“They’re a bit of alright,” I said on catching Redline during a support slot, before this here pandemic threatened life as we know it. Straight up heavy metal hasn’t been my thing for a while, far too many derivative riffs I conjured up in my own bedroom as a lad, thank you; but there was more than a spark or two of life delivered with some flair in the seasoned rock dogs up on a stage that night.
Chances are I might have seen them with a different line-up a couple of years back, and I’m sure I’ve an early EP by them somewhere. If so, they’ve come on a bundle since then.
A Birmingham based band, they play with the weight and muscle of Sabbath, when the rhythm section wallops home; the songs reflecting the influences of Judas Priest, Iron Maiden, a little Saxon, and some early Dio, but there’s a contemporary aural bite to the sound too. The guitars chug hard but they know how to play a tune, and vocally you’ve got a geezer who delivers at a pitch somewhere between the late Ronnie James and a fat-ended Rob Halford but with its own personal character stamped within it.
A riff tolls out slowly before a deep chord rings out and speedier upbeat riffs ensue, licks chasing and whipping at the heels of impassioned vocals in ‘Gods And Monsters’, a song you can take to be your standard demons & wizards hard rock hokum, one about how we worship our rock gods unflinchingly, or the more likely prophetical warning that we should be wary of tabloid journalism, media-whore politicians and all points in between.
‘Empires’ takes it up another notch, riding on some vintage lead work a black cat-suited Micky Schenker gave Judas Priest’s guitarists when they were backstage at Birmingham Town Hall on UFO’s Obsession Tour.
‘Prayer For the Dying’ brings things down a pace or two, and it ain’t bad but sometimes I wish someone had prevented Page and Plant from catching that plane to Morocco and bringing back a riff that the world and its wife has since utilised for anything they consider epic. Fortunately, the undulating bass line that opens the sharp chorded sleek night time cruise that is ‘Dark City’ gets your head bopping and your tonsils screaming along again.
‘Killer’ is seasoned with pumping Priest-come-Maiden riffs, high-pitched choruses and lyrics bearing stark warnings about country boys in liquor stores “selling guns and more” and how a “school bell tolls for dying souls”. The broken chorded ‘Fields of Fire’ follows earnestly but perhaps a tad long, before ‘Take It To the Grave’ another riff whose mother was born somewhere between circa 77 and 82 last century bolsters forth with the drive of Purple’s ‘Highway Star’ and with lines like “Stainless steel ride” we’ll presume it a paean to motorbikes instead of big fat cars.
The militaristic Morse code precision of ‘Nowhere Man’ proves another lyrically inspired warning of the times we live in and ‘Hell Mary’ is a supersonic upbeat onslaught with some suitably cliched lines giving more food for thought when put into overall context. ‘Stand And Fight’ is a war cry from the underground for those who survived the fallout after the New Wave of Heavy Metal bit the big one and ‘332’ is an unexpected guitar instrumental more akin to those Surfing With The Alien on which the album concludes nicely.
This is good stuff, old school to some degree musically, with some fine words of wisdom and warning lyrically that are as old as time but still far too relevant. That even when they’re delivering songs castigating the crap going on in this our world there’s often a resilient buoyancy to their sound is another reason to pay attention to Kez Taylor (Vocals), Chris Basener and Ade Yeomans (Guitars), Steve Hill (Bass) and Mark Biddiscombe (Drums) who constitute Redline, a band who’ve been around a while, but we should hope to hear lot more of once this whole coronavirus pandemic’s dead and buried.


What you have to do: Omit all pictures, then print the entries exactly.

─── Entries supplied

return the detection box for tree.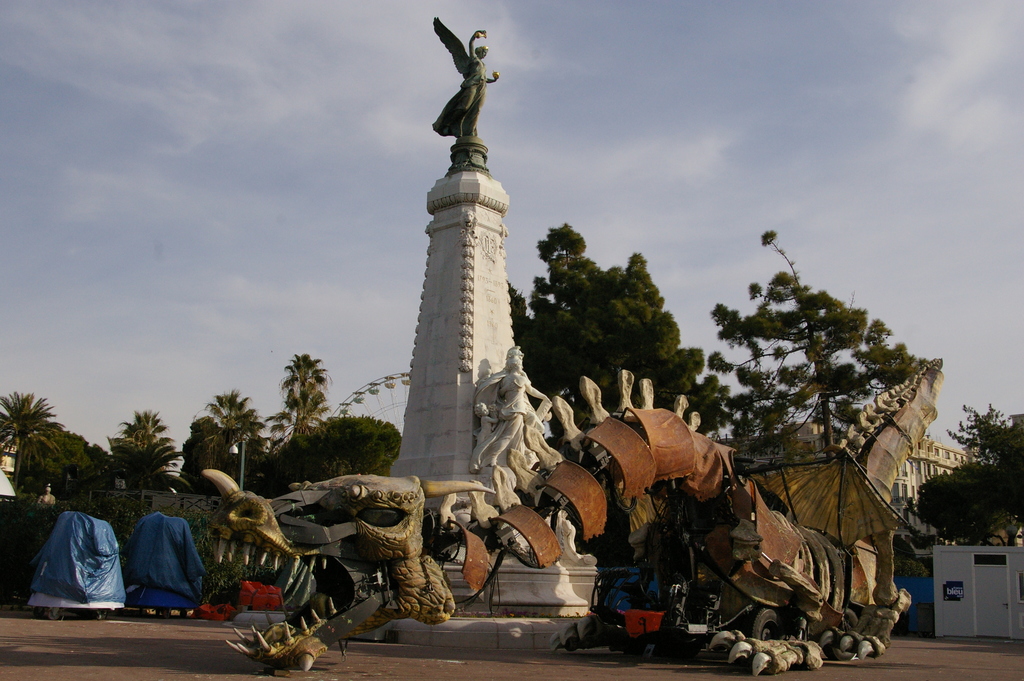
box(0, 379, 56, 513).
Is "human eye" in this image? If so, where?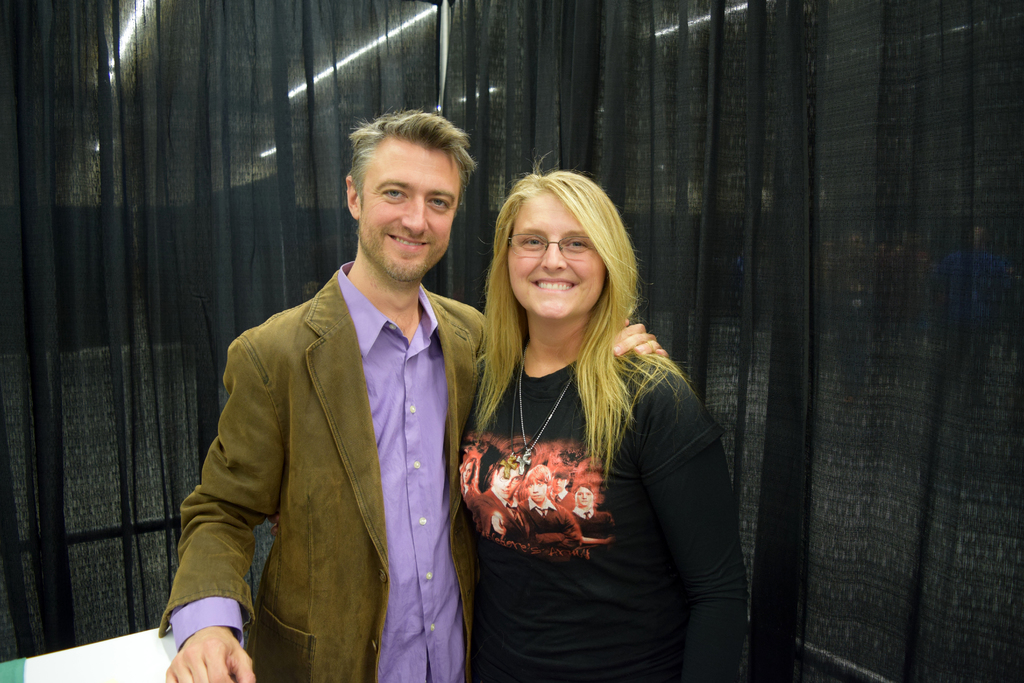
Yes, at Rect(564, 235, 590, 255).
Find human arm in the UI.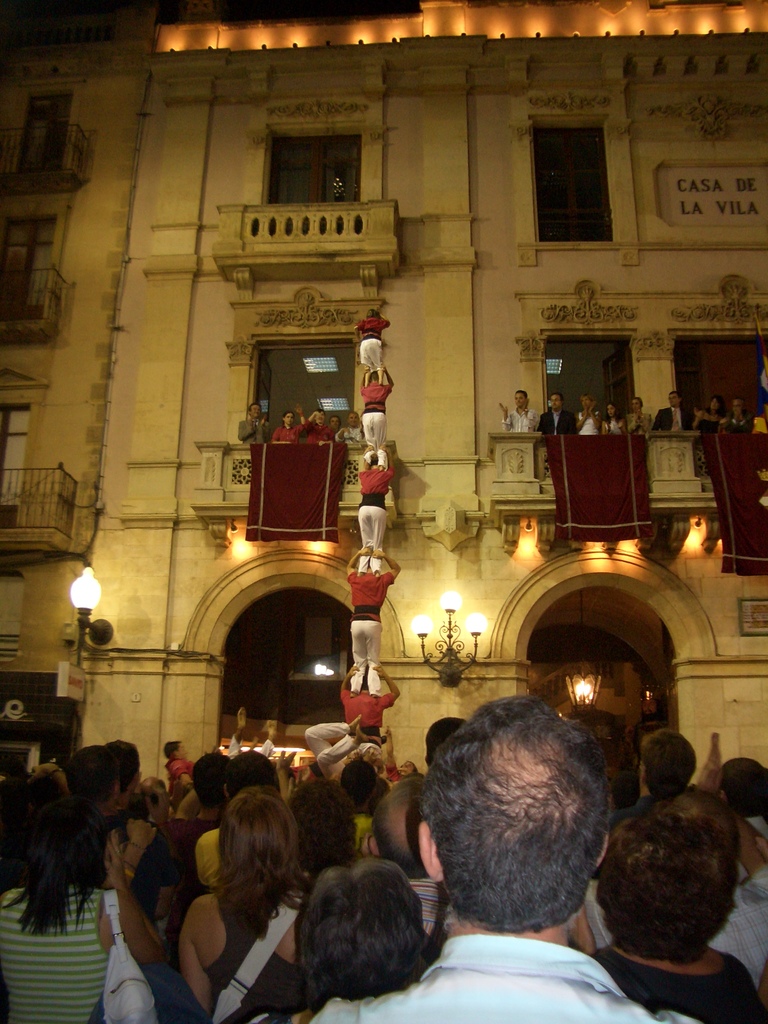
UI element at (left=173, top=904, right=207, bottom=1021).
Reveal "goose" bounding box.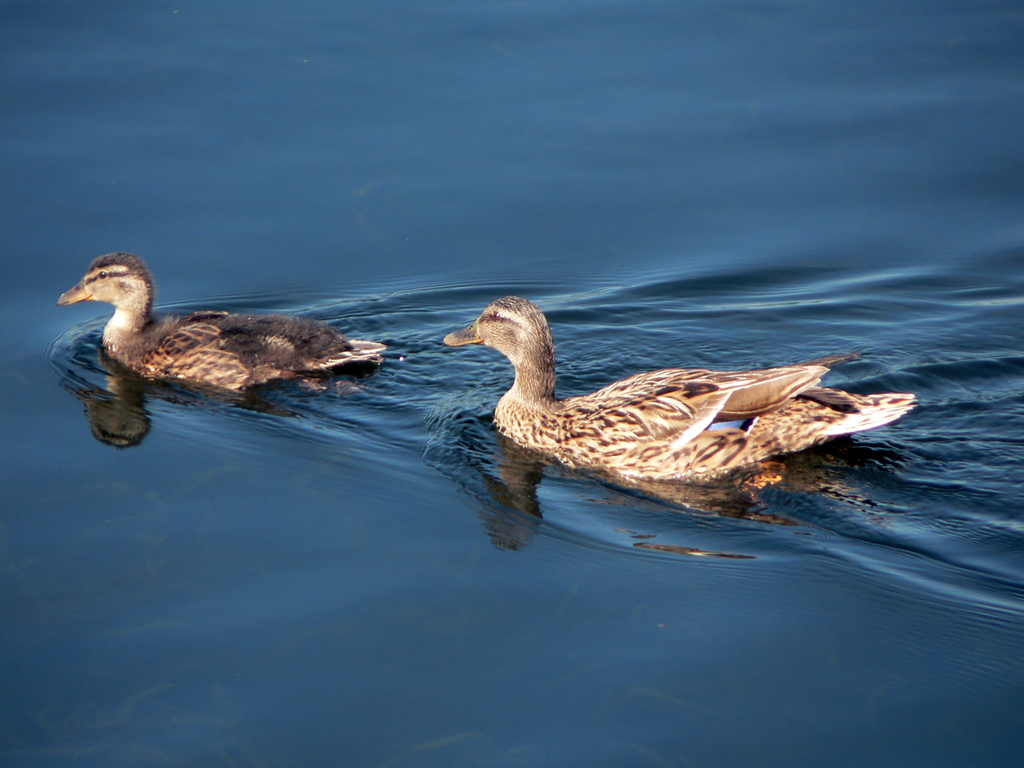
Revealed: box=[58, 254, 383, 381].
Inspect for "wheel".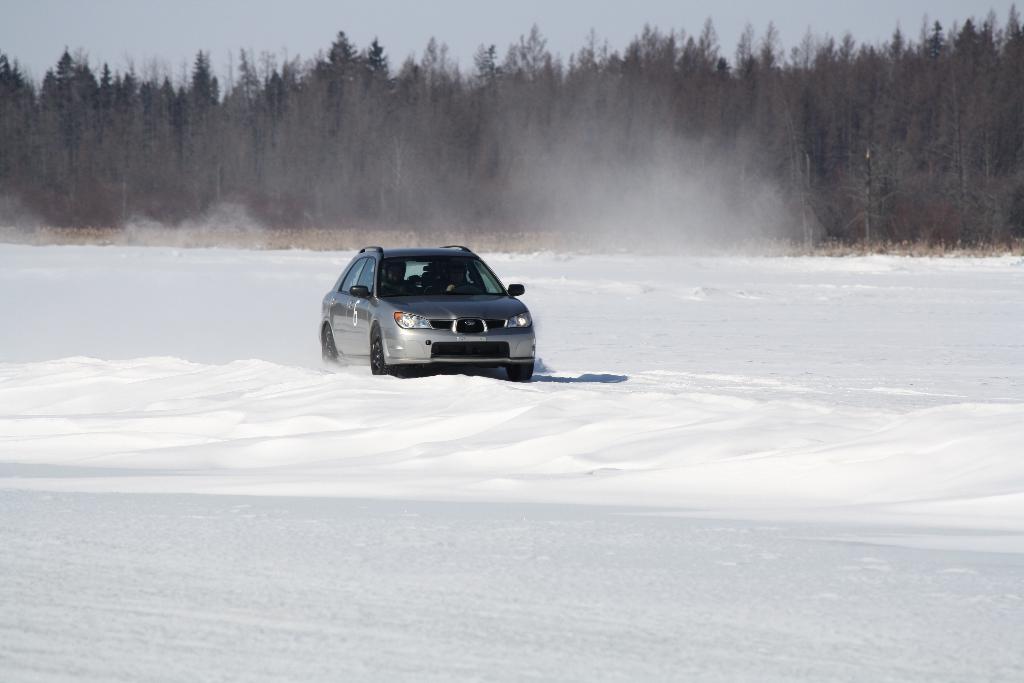
Inspection: [x1=369, y1=329, x2=387, y2=377].
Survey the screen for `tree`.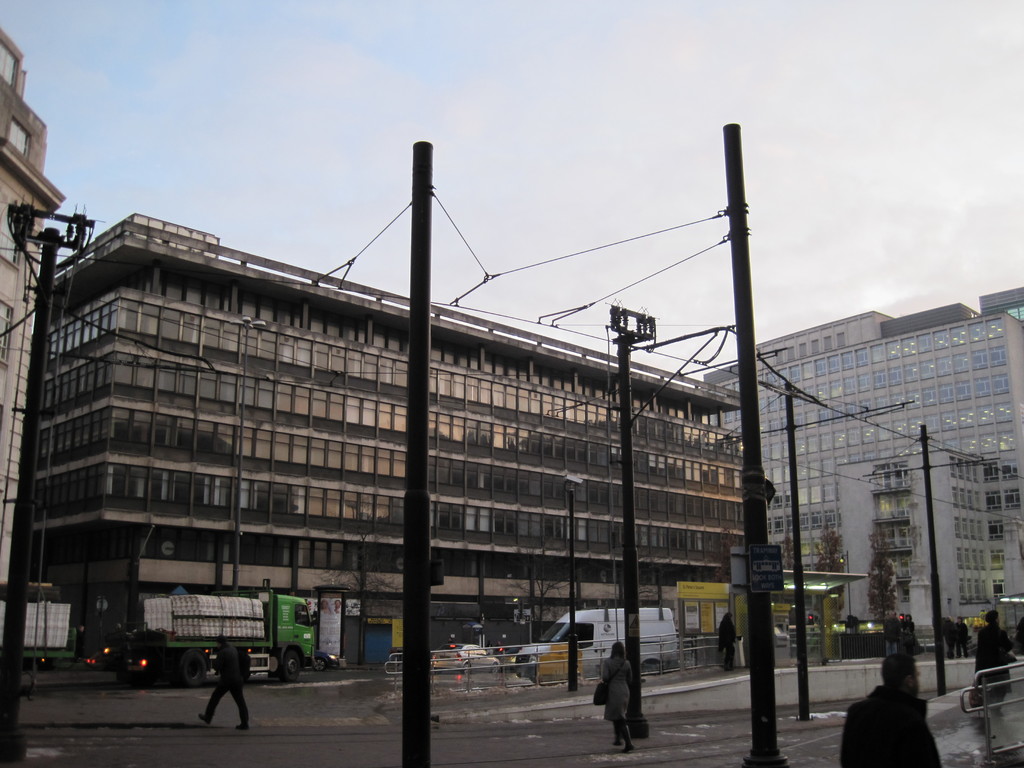
Survey found: rect(808, 528, 849, 574).
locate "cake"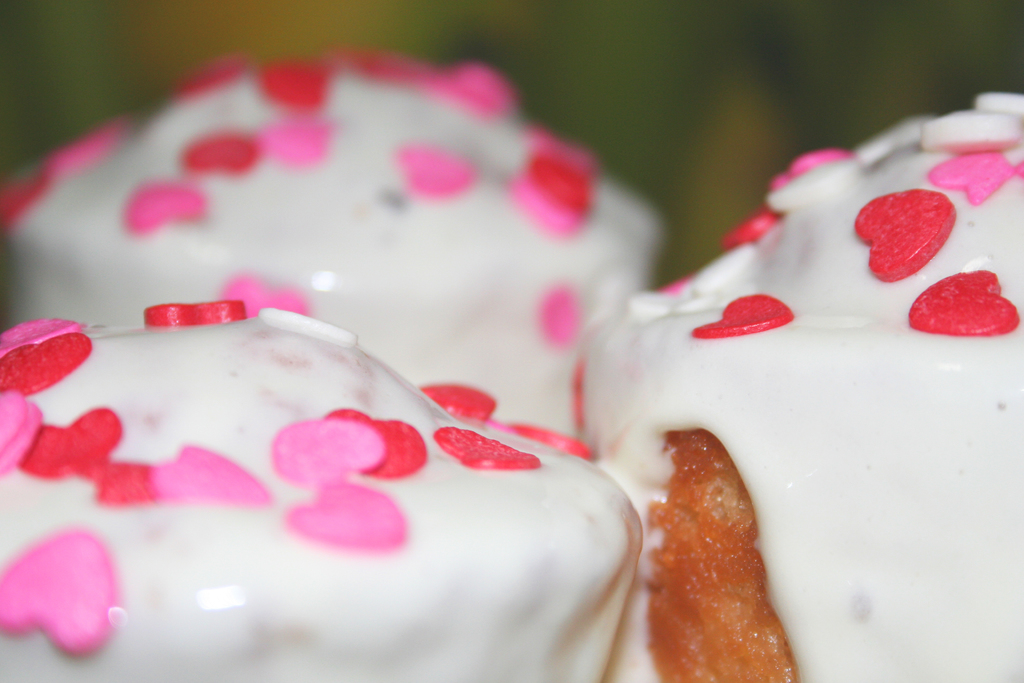
{"left": 611, "top": 93, "right": 1023, "bottom": 682}
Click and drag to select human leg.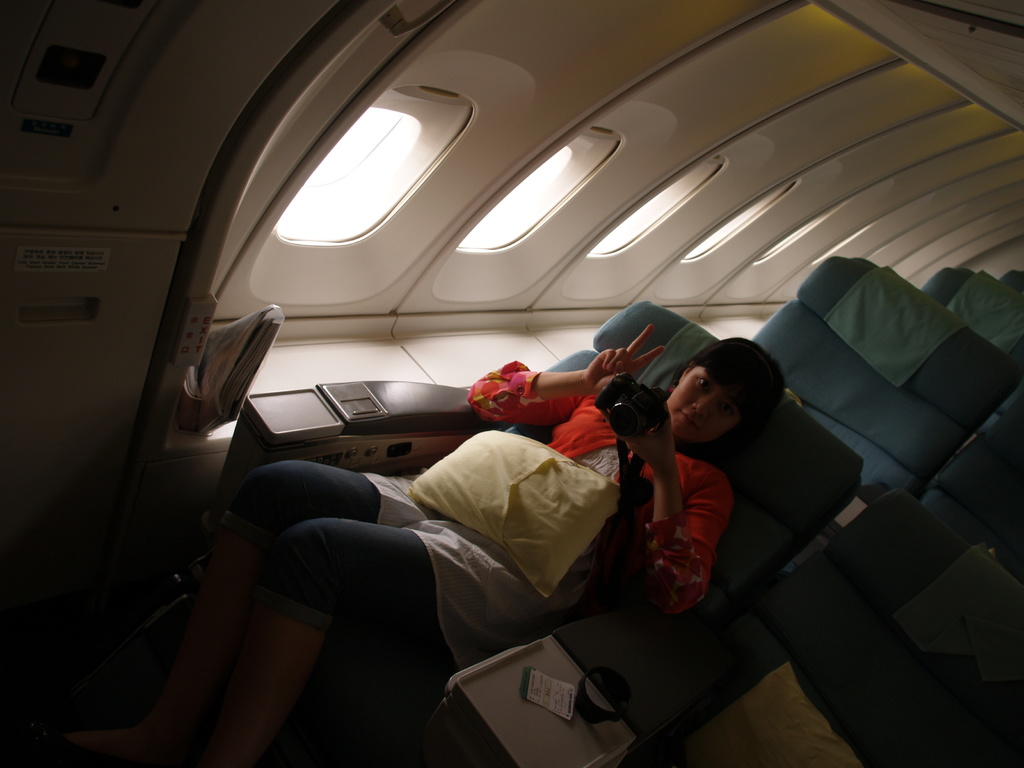
Selection: bbox=[202, 523, 470, 757].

──────

Finished task:
return the detection box for tree.
box(0, 379, 56, 513).
Is "human eye" in this image? If so, where?
Yes, at Rect(564, 235, 590, 255).
Find human arm in the UI.
UI element at (left=173, top=904, right=207, bottom=1021).
Reveal "goose" bounding box.
Revealed: box=[58, 254, 383, 381].
Inspect for "wheel".
Inspection: [x1=369, y1=329, x2=387, y2=377].
Survey the screen for `tree`.
Survey found: rect(808, 528, 849, 574).
locate "cake"
{"left": 611, "top": 93, "right": 1023, "bottom": 682}
Click and drag to select human leg.
Selection: bbox=[202, 523, 470, 757].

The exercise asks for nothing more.